29. Giants – They, the Undeserving LP – The Mylene Sheath, 2008 [2007] – $5 (Déjà vu Records, 3/5)

Giants' They, the Undeserving

Similar to Caspian’s The Four Trees, Giants’ They, the Undeserving is the group’s first full-length following a debut EP (specifically a 2006 self-titled, four-song demo). Unlike Caspian, Giants didn’t bite off more than they could chew. Undeserving avoids the editing problems of The Four Trees. These six songs span thirty-five minutes, locking together as one long piece with three barely perceptible movements (“Birth,” “Plague,” and “Rest,” calling to mind the tripartite nature of Constants’ The Foundation, The Machine, The Ascension). Once I put this record on the turntable, I know I’m going to listen to the whole thing.

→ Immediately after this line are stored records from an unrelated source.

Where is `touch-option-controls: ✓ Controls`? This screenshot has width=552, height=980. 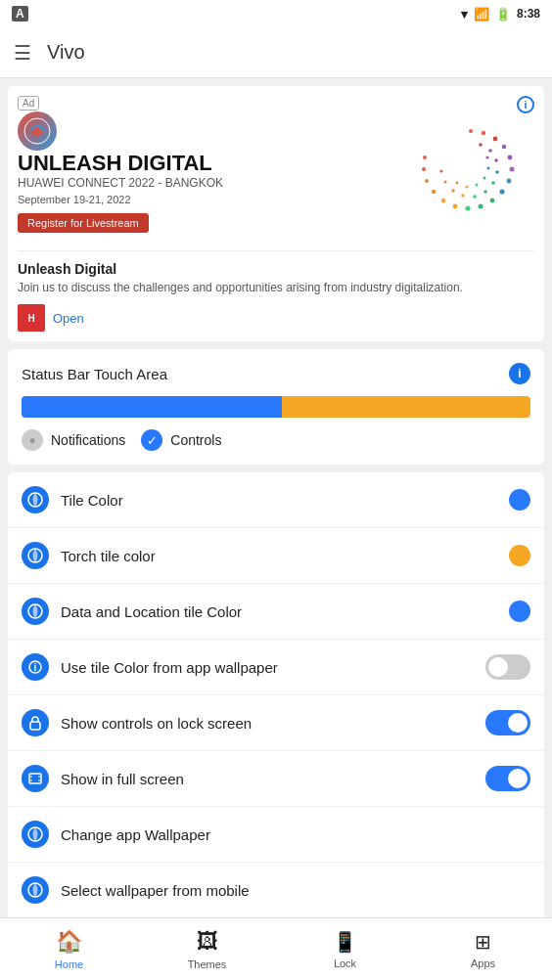 touch-option-controls: ✓ Controls is located at coordinates (181, 440).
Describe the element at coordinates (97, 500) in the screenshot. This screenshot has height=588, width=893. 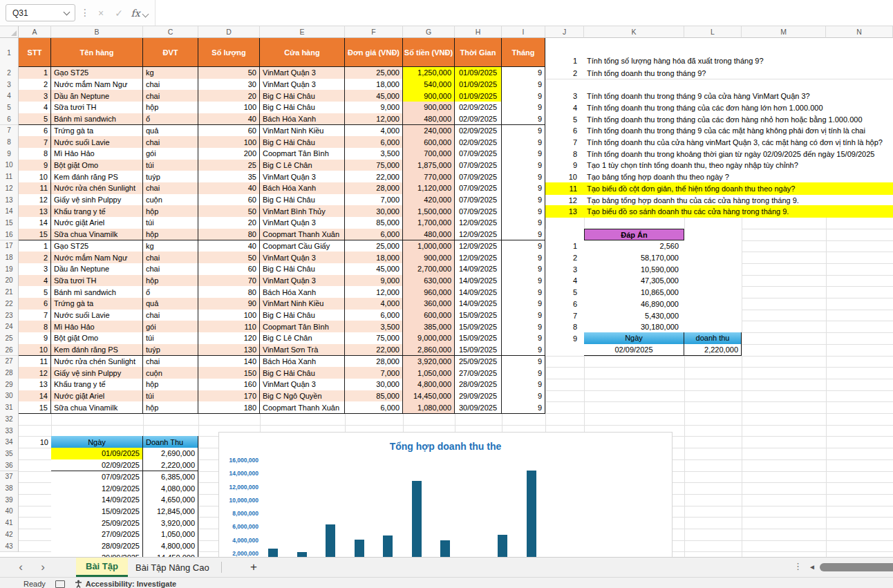
I see `revenue-date-cell: 14/09/2025` at that location.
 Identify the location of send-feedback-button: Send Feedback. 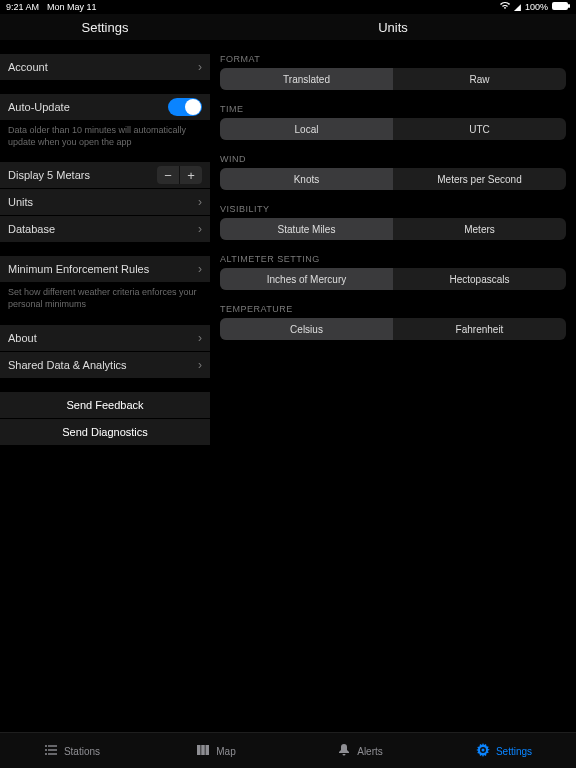
(105, 406).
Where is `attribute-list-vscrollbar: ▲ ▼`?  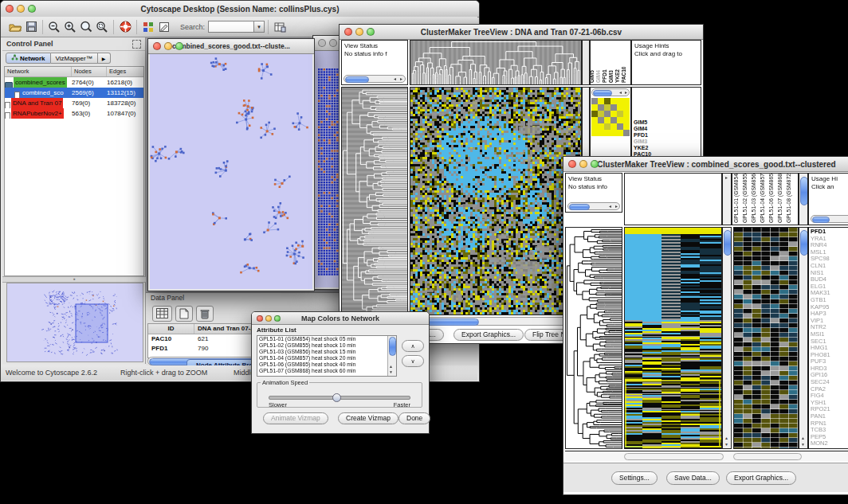
attribute-list-vscrollbar: ▲ ▼ is located at coordinates (392, 356).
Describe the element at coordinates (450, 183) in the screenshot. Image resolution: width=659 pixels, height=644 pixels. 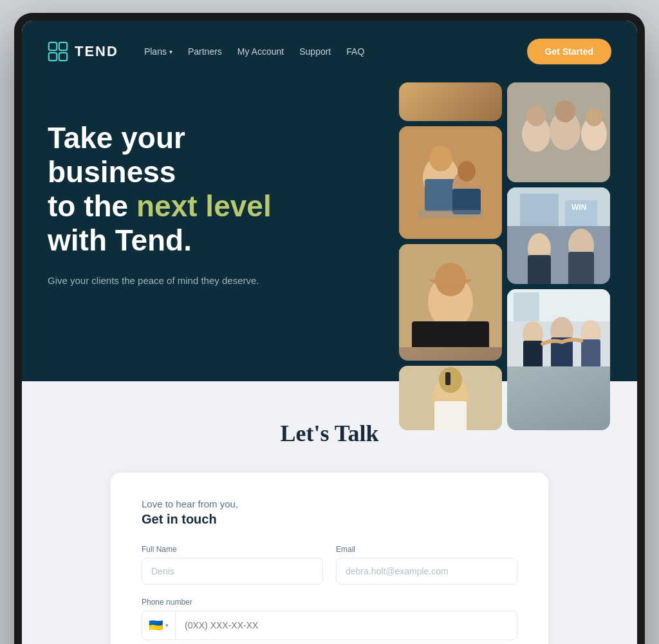
I see `people-laptop-illustration` at that location.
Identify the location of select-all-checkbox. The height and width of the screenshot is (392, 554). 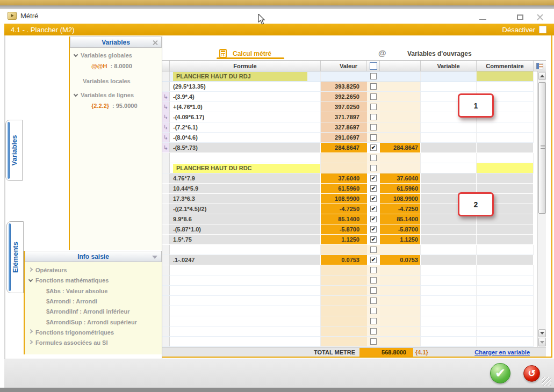
(373, 66).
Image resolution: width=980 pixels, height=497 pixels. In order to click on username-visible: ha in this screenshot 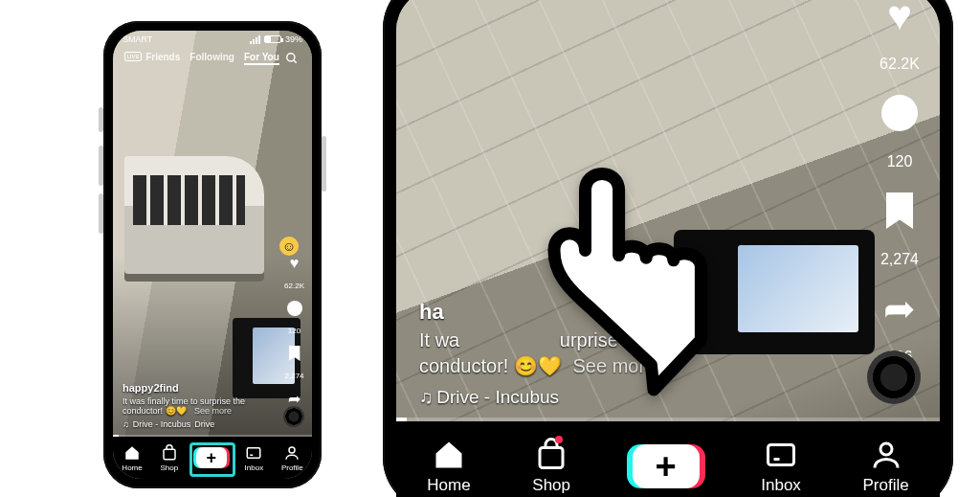, I will do `click(432, 312)`.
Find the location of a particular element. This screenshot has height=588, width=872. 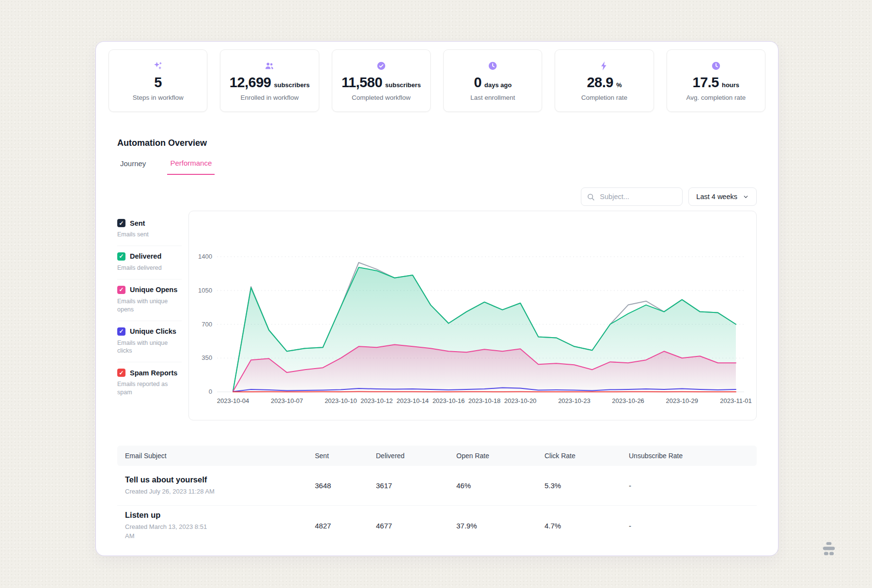

stat-card-avg-completion-rate: 17.5hours Avg. completion rate is located at coordinates (716, 80).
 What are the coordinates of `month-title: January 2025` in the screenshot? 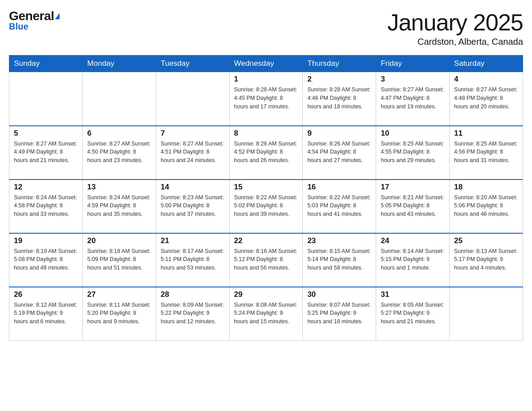 It's located at (455, 22).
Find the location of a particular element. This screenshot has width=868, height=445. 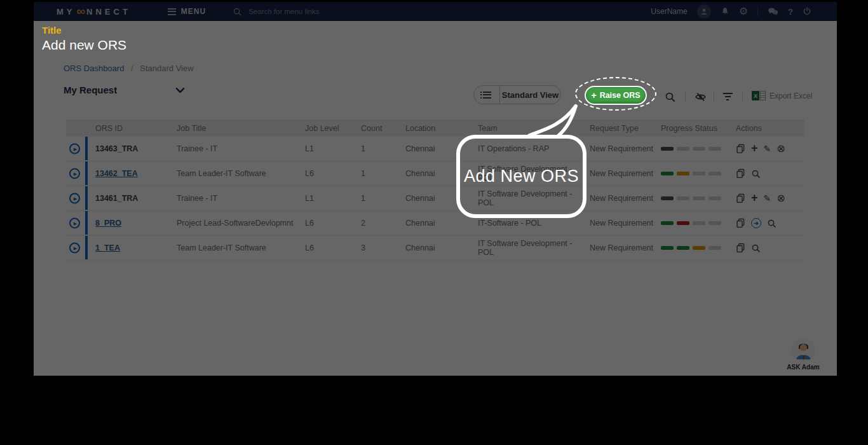

tutorial-title-block: Title Add new ORS is located at coordinates (84, 39).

The problem comes after the record’s over. Sure, the ten-minute-long closing track “Withered Life: Communal Rhythm” is impressive, developing its melodic themes from its introductory military-roll drumming to its intersection of swooping and floating guitar leads and finally to the album’s last crescendo. Past that song, however, there’s a lot of pleasant Explosions in the Sky post-rock that fails to make a lasting impression. “Steps in Static Progression” has a staccato guitar part more typical to the post-emo of the Jealous Sound than contemporary post-rock, so at least it’s doing something different. Too many of these songs don’t take chances, don’t step out from their apparent inspirations.

Giants have a follow-up LP, 2008’s Old Stories, which was recently pressed on vinyl by Cavity Records. Part of me is interested in hearing whether Giants spent as much time on the details of their songwriting for that one as they did on the outline for They, the Undeserving, but I’m in no rush. I’d rather be teased with greatness than appeased with competence.